Pain medicine : the official journal of the American Academy of Pain Medicine
-
Patients with chronic pain have been shown to be more frequent utilizers of primary care, a contributor to increased health care costs. This study aimed to clarify which patient factors predict primary care utilization among veterans with chronic pain. ⋯ Mental health conditions that commonly co-occur with chronic musculoskeletal pain contribute to greater health care utilization.
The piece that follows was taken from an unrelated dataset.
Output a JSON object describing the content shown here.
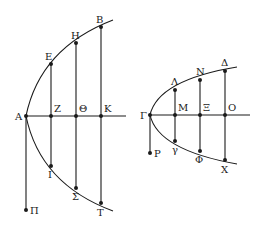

Improved screening and early intervention for these disorders in primary care may improve patient outcomes and stem high rates of care utilization of veterans.
-
To explore the treatment patterns of patients with a diagnosis related to chronic pain (DRCP) initiating pharmacological treatment indicated for neuropathic pain (NeuP: tricyclic antidepressants, serotonin-norepinephrine reuptake inhibitors, and anticonvulsants). ⋯ Treatment initiation of currently available drugs indicated for neuropathic pain less frequently lead to long-term treatment in clinical practice compared with clinical trial, and few try more than one drug. We suggest our findings to be indications of a need for better routines in diagnosing patients to ascertain optimal treatment and follow-up.
-
Migraine is a common type of headache accompanied or preceded by signs of central and autonomic nervous system dysfunction. Autonomic dysfunction has been suggested to be a potential contributor to impaired cardiac diastolic function. Cardiac diastolic dysfunction is characterized by normal left ventricular contractility but impaired ventricular relaxation. It is a growing clinical entity implicated in morbidity and mortality due to heart failure. The aim of this study was to determine if any relationship exists between migraine and diastolic dysfunction. ⋯ Cardiac diastolic dysfunction is associated with migraine. A long history of migraine is an independent predictor of diastolic dysfunction.
-
The present study was aimed at the issue of whether peripheral nerve injury-induced chronic pain is maintained by supraspinal structures governing descending facilitation to the spinal dorsal horn, or whether altered peripheral nociceptive mechanisms sustain central hyperexcitability and, in turn, neuropathic pain. We examined this question by determining the contribution of peripheral/spinal mechanisms, isolated from supraspinal influence(s), in cutaneous hypersensitivity in an animal model of peripheral neuropathy. ⋯ Our findings demonstrate an aberrant peripheral/spinal mechanism that induces and maintains thermal and to a greater degree tactile cutaneous hypersensitivity in the cuff model of neuropathic pain, and raise the prospect that altered peripheral/spinal nociceptive mechanisms in humans with peripheral neuropathy may have a pathologically relevant role in both inducing and sustaining neuropathic pain.